Work order -> Please write out, exactly as given, every line of the entries below up to and including the line with "The image size is (925, 520).".

########

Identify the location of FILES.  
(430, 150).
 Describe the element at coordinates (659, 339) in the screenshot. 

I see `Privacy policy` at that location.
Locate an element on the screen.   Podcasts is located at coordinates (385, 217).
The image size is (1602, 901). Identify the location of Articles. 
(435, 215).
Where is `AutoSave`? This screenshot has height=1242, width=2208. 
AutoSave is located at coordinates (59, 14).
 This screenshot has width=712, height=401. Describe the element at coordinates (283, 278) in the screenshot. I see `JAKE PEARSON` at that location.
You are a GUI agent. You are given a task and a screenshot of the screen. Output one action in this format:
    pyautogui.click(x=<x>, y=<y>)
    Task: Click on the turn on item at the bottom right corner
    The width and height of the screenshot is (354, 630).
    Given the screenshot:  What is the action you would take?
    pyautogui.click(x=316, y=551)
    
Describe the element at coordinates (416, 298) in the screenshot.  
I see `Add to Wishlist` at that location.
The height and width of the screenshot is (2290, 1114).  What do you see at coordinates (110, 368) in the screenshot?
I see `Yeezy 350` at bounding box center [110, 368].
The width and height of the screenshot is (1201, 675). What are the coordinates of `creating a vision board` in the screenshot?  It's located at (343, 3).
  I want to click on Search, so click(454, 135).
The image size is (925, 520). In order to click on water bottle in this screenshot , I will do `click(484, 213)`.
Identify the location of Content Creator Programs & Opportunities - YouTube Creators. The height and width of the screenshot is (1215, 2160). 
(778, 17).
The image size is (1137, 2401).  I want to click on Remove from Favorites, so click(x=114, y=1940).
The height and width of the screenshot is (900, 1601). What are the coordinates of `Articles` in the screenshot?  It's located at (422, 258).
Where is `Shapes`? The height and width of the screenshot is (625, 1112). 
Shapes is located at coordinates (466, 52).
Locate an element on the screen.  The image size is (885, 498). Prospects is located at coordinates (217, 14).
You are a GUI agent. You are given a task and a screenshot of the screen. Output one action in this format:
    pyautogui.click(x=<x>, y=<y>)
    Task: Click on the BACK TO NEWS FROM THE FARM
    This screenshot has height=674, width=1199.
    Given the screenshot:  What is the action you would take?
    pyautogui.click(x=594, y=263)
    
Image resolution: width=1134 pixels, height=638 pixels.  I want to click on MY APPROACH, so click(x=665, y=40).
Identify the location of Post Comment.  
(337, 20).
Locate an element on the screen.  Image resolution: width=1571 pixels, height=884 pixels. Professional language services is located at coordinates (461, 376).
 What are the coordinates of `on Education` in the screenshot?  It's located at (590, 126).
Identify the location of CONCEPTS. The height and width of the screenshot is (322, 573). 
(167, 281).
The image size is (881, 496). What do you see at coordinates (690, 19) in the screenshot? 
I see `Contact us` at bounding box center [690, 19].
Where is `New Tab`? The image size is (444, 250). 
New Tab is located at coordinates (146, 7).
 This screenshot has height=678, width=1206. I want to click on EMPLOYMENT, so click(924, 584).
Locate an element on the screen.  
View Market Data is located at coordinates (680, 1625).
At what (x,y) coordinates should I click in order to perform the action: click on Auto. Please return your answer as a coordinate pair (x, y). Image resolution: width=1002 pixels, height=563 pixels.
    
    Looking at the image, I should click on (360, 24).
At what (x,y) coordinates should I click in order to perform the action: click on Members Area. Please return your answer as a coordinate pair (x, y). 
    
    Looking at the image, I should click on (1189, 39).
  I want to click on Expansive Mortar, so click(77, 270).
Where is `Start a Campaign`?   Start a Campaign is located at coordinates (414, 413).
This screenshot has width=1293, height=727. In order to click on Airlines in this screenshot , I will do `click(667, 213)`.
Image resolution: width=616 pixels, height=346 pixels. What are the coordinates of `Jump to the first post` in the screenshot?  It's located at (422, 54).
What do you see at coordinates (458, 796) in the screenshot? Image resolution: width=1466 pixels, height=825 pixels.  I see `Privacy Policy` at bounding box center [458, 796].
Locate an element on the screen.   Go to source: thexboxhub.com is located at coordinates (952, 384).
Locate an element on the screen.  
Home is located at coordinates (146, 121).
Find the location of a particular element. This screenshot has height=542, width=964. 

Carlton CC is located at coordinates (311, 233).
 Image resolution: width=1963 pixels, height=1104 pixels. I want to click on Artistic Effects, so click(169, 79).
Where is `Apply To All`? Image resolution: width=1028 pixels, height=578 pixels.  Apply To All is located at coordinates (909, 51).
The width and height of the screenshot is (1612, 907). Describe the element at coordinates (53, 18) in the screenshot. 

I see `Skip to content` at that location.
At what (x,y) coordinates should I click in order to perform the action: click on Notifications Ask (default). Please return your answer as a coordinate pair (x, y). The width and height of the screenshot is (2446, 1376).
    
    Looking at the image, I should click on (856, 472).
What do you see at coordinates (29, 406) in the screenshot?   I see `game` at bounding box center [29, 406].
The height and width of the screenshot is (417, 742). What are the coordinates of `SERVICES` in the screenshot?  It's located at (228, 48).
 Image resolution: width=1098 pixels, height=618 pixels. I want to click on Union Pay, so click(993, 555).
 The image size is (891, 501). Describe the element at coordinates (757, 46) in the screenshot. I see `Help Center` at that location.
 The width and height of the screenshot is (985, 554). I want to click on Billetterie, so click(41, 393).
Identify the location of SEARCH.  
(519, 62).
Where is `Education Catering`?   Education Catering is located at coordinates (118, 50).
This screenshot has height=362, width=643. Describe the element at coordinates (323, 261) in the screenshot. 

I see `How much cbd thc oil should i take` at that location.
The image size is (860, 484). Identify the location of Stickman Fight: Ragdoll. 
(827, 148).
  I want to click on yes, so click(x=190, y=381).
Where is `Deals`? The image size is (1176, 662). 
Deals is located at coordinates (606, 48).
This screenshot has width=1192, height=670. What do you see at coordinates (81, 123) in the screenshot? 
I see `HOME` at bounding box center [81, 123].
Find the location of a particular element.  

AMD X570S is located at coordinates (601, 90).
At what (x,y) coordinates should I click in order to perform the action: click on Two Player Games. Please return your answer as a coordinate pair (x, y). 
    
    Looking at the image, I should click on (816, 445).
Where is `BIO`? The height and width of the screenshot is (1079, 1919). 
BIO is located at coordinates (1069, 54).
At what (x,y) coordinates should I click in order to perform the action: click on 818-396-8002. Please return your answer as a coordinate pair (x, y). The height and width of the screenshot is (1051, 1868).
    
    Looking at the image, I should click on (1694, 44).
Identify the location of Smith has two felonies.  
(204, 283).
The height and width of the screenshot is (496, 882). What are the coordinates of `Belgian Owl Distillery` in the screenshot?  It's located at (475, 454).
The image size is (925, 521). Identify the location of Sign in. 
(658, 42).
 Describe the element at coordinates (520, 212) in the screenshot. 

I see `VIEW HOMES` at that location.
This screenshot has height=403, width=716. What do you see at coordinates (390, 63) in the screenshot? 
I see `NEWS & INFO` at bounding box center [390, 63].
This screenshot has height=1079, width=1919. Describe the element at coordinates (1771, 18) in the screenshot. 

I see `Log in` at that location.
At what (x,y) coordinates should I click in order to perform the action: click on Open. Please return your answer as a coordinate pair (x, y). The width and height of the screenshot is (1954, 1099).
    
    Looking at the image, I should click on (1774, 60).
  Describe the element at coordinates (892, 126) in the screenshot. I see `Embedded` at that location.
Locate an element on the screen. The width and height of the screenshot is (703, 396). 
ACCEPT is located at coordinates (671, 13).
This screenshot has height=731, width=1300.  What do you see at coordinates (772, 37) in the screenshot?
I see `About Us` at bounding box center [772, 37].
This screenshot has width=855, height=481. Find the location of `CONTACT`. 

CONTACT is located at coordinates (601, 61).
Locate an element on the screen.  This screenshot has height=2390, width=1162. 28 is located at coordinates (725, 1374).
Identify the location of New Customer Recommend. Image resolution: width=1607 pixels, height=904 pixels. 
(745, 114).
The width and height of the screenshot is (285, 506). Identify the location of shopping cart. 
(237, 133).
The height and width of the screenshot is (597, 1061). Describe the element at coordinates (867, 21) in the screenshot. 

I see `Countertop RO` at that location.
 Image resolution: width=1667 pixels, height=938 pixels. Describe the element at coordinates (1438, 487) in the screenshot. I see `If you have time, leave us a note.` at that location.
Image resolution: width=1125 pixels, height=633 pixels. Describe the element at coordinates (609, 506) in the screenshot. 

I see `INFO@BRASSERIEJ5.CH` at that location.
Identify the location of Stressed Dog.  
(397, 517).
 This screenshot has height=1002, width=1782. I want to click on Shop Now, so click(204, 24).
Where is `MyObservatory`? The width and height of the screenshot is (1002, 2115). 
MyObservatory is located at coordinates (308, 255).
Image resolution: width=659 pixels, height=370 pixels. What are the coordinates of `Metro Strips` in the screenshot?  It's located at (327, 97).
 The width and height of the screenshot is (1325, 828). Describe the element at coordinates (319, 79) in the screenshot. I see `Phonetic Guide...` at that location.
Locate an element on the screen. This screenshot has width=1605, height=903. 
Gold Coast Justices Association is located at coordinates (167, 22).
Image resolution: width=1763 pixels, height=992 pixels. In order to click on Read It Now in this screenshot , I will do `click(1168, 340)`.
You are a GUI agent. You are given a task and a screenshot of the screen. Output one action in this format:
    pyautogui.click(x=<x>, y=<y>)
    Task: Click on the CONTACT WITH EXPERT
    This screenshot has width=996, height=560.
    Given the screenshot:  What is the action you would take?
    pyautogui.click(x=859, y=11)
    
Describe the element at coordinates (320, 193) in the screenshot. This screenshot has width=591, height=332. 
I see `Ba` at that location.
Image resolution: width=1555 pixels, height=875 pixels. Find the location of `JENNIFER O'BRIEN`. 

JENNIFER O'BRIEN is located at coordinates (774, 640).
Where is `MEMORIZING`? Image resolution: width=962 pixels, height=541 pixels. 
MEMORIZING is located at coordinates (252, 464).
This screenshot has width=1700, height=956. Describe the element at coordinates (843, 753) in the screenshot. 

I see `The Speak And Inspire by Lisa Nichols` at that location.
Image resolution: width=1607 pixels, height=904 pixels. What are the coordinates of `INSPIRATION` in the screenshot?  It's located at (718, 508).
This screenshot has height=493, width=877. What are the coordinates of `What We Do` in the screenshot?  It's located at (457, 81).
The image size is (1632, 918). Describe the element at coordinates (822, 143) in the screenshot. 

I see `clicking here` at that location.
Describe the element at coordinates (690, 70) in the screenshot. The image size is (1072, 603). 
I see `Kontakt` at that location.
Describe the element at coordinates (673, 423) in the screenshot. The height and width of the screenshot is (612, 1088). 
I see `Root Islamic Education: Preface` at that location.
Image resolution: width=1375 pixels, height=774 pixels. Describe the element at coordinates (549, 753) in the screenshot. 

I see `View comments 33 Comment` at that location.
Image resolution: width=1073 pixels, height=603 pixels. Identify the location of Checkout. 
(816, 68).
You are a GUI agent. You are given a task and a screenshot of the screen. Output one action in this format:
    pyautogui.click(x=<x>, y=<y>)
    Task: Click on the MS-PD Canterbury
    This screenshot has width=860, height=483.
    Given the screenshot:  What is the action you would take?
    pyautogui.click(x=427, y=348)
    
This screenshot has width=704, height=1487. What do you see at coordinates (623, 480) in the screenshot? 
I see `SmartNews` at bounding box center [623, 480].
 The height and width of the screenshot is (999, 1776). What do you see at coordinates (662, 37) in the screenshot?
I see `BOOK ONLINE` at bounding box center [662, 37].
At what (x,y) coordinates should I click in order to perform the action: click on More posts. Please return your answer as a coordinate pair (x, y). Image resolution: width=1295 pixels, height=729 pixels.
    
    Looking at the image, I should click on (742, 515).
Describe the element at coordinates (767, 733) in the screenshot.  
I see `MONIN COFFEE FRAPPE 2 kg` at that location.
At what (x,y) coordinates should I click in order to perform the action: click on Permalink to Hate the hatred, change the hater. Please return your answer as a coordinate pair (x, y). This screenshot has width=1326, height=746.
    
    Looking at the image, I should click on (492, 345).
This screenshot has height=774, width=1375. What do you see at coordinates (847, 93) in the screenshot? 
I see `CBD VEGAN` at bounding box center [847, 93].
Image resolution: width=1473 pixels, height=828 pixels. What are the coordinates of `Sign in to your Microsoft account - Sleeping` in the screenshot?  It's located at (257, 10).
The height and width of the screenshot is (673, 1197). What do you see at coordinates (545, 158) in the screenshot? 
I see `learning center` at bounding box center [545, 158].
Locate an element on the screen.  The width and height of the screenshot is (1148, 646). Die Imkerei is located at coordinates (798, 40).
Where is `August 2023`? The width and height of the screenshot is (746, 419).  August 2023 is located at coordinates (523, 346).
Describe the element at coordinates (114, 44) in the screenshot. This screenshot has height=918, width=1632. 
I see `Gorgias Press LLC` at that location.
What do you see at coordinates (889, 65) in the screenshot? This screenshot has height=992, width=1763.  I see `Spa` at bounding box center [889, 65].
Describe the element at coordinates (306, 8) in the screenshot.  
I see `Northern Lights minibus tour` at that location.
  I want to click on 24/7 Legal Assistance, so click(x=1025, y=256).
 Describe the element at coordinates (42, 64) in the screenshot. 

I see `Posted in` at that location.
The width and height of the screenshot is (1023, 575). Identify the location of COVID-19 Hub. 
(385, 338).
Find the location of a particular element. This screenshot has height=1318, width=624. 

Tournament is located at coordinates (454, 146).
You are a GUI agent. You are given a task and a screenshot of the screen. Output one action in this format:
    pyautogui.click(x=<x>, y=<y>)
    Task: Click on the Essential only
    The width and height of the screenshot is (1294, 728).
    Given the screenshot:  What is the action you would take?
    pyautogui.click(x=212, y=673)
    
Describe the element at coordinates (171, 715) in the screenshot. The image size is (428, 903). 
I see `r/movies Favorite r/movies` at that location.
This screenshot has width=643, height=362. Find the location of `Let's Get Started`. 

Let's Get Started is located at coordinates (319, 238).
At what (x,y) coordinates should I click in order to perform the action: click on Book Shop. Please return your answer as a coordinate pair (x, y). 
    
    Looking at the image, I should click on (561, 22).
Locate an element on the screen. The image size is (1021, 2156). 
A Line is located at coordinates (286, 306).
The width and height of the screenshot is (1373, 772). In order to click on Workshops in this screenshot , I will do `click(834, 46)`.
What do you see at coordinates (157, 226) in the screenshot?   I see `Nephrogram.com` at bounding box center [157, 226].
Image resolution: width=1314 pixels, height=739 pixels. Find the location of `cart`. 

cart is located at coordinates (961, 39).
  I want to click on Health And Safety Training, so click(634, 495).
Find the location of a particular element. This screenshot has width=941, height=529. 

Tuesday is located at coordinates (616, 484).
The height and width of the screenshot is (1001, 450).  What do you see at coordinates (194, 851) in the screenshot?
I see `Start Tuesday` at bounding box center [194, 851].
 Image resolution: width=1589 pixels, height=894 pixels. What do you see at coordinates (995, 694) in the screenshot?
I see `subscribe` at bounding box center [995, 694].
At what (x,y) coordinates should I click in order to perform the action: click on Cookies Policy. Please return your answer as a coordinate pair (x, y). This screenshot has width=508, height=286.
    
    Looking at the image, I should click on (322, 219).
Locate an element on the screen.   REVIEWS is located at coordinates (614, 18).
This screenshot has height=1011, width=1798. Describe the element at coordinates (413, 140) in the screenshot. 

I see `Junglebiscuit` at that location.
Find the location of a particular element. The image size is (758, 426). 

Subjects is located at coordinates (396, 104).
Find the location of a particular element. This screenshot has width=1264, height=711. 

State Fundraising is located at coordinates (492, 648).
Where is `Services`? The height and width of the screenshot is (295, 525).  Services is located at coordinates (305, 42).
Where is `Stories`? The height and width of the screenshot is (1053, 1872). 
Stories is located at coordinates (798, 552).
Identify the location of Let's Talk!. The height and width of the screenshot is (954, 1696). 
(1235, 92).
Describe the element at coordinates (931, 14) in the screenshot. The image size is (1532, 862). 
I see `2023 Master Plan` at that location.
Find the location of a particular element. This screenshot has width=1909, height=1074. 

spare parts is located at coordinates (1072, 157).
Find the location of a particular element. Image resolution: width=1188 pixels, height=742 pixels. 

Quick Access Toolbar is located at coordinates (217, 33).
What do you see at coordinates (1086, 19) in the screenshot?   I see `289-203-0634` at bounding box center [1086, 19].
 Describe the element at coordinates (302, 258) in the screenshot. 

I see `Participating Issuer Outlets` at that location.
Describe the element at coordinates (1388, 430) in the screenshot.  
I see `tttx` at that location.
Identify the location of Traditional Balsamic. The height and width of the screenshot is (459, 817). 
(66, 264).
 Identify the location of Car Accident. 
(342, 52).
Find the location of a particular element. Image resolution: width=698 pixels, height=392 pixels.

########

Answer to this problem ->
Identify the location of FILES.  
(430, 150).
 Describe the element at coordinates (659, 339) in the screenshot. 

I see `Privacy policy` at that location.
Locate an element on the screen.   Podcasts is located at coordinates (385, 217).
The image size is (1602, 901). Identify the location of Articles. 
(435, 215).
Where is `AutoSave`? This screenshot has height=1242, width=2208. 
AutoSave is located at coordinates (59, 14).
 This screenshot has width=712, height=401. Describe the element at coordinates (283, 278) in the screenshot. I see `JAKE PEARSON` at that location.
You are a GUI agent. You are given a task and a screenshot of the screen. Output one action in this format:
    pyautogui.click(x=<x>, y=<y>)
    Task: Click on the turn on item at the bottom right corner
    The width and height of the screenshot is (354, 630).
    Given the screenshot:  What is the action you would take?
    pyautogui.click(x=316, y=551)
    
Describe the element at coordinates (416, 298) in the screenshot.  
I see `Add to Wishlist` at that location.
The height and width of the screenshot is (2290, 1114).  What do you see at coordinates (110, 368) in the screenshot?
I see `Yeezy 350` at bounding box center [110, 368].
The width and height of the screenshot is (1201, 675). What are the coordinates of `creating a vision board` in the screenshot?  It's located at (343, 3).
  I want to click on Search, so click(454, 135).
The image size is (925, 520). In order to click on water bottle in this screenshot , I will do `click(484, 213)`.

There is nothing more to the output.